Jasmine Jasudavicius hates the idea of inflicting pain on her opponents and finds it difficult to shut off her empathy on fight week.
She found it a little easier to do both, however, after her UFC 297 opponent, Priscila Cachoeira, came in well over the 125-pound weight limit for the fight, requiring them to fight at 135 pounds.
“In the first round, when I had her there [on the ground], I was kind of going for the finish, but I was like, ‘No, I had to suffer all through camp. I had to suffer so much. This is unfair. You’re not taking this from me.’ And so I gave a little bit extra.”
Or a lot extra. By the time the fight was called off in the third round, Jasudavicius had landed 326 strikes to Cachoeira’s 26. There was so much blood coming from Cachoeira’s face, it stained her fight uniform. One veteran MMA judge, Sal D’Amato, scored the second round 10-7 for Jasudavicius, indicating the fight could have been stopped in the middle frame.
“I did try to finish her,” Jasudavicius said. “I did get to a point where I was like, enough is enough. Turn your back, give me your neck. But I have to do the job in there. I don’t see her as a person. It’s like, this is my enemy, and I just have to keep going through this process until its finalized.”
Until she stepped into the octagon with Cachoeira, Jasudavicius wasn’t convinced she’d get to finish her work. When UFC matchmaker Mick Maynard’s name showed up on her caller ID prior to weigh-ins, she knew it was bad news.

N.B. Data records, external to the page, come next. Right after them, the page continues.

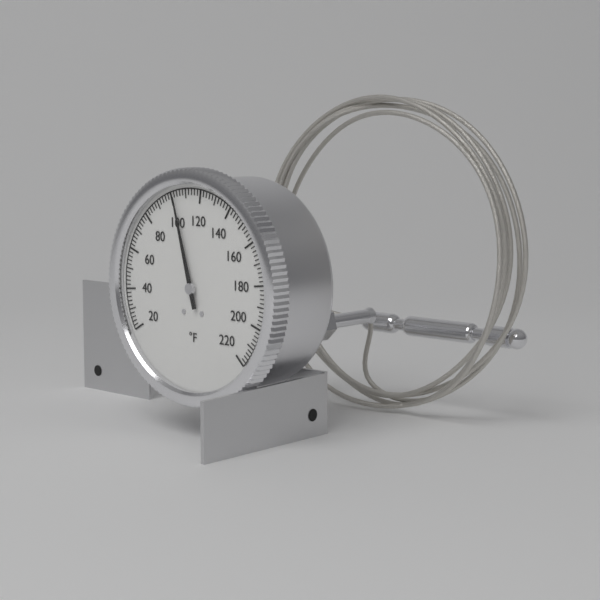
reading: 102 °F
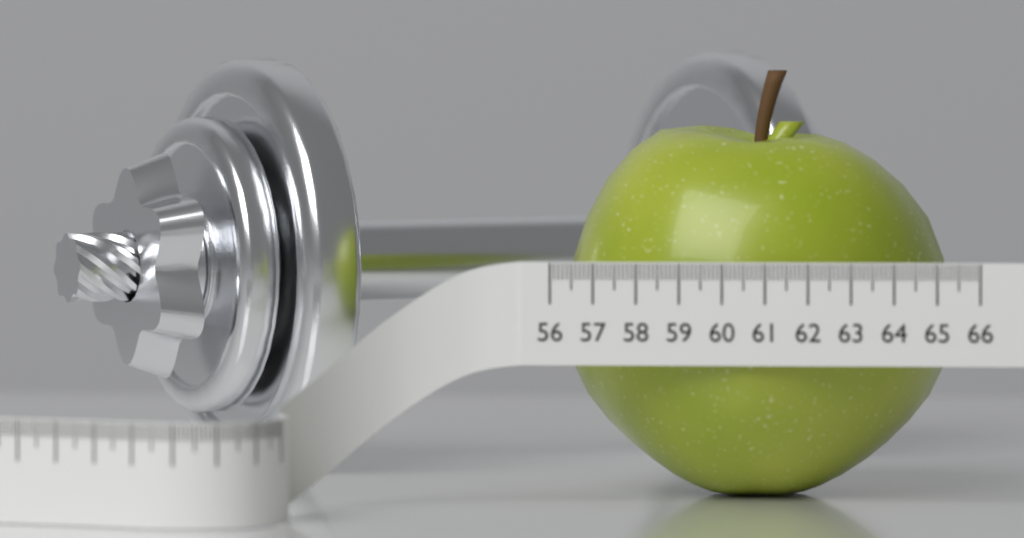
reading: 65.1 (no unit)
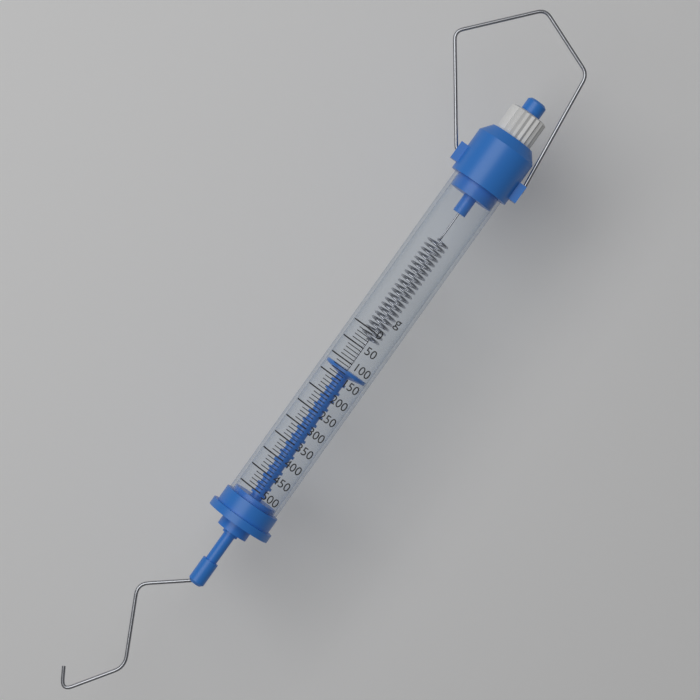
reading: 120 g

“He could hear it in my voice,” she said. “He said, ‘There’s a problem with her weight.’”
Jasudavicius put the phone down so her coaches could listen. She couldn’t focus. A dream hometown fight – she resides about an hour from the event’s host, Scotiabank Arena, in Toronto – was now in jeopardy. One of her teammates poked fun at a single tear that fell from her eye after the call.
Eventually, her team returned to propose a 130-pound catchweight fight. She went downstairs, she said, to find the UFC’s nutritionist and “just start eating.” Then they proposed a 132-pound catchweight. By then, she was getting more an more agitated and took a walk to clear her head.
Ambling around the hallways of the host hotel, she wound up running into Cachoeira and her coach.
“I said, ‘Hey, 130, come on, please,” Jasudavicius said of her response to seeing the Brazilian fighter. Her coach kind of translated, and she was saying something – she was, like, rubbing her stomach and speaking, but I couldn’t understand her, and her coach was saying she’s having a tough weight cut, and then I just said, ‘Please, please, like, let’s do [130], I’ll pray for your health.’”
But at that point, the concern was that Cachoeira was having so many problems cutting weight, she might not even be able to make 130, or even 132. So they proposed a bantamweight bout – a full weight class above the fight Jasudavicius signed for.
“[My coach] Chris comes up and tells me we’re gonna do the fight at 135, because we’re worried if we make the fight 132 and she still misses the weight, then the commission’s gonna call it off completely. Like Ontario Commission, they don’t mess around with anything. I’m just like, ‘OK, whatever, sure.’ I knew I was fighting regardless of whatever weight it was.”
Jasudavicius weighed in at 133 pounds, drinking water before she stepped on the scale. The fight was on, but she was furious at her opponent.
“This camp was over Christmas, and it was over the holidays, and I like enjoying Christmas with my family. They make really delicious food, and to celebrate New Year’s and spend time with my friends and family, it’s a big thing. Every time I have to sacrifice, there’s a little piece of me that goes into this fire. It’s a little bit of fuel every time I don’t get to have that treat when I would have liked to, a little bit of fuel if I can’t put as much butter on my potato as I like to.
“And so by the time I get to fight week, that cup was really full. So then the weight miss on top of it, it was just like, here’s some gasoline on top of this. Let’s go berserk. I just felt like my whole body had just like poison inside. I was just wanting to get it out.”
Instead, she took her coaches’ advice and harnessed it for her performance. It made her job much easier.
“It’s very challenging on fight week to turn off emotion and not see her as a person anymore,” she said. “Seeing blood come out of her when I punch her, this is not an enjoyable thing. I understand it, and I hate that in martial arts there’s like a winner and a loser, and I hate that she has to feel the pain of loss and the physical pain. That sucks. But I understand that’s like the by-product of being in this sport, and going into fight week, I have to turn that emotion off, because I could be that person on the bottom taking that.”
Jasudavicius picked up a win, her fourth in six UFC outings. She is back on the right side of the resume, and she picked up 30 percent of Cachoeira’s fight purse for the weight miss. But this trip to the octagon didn’t come without a toll.
“Even now, I’m like exhausted – emotionally, physically, mentally, all that,” she said. “I’m still exhausted from it.”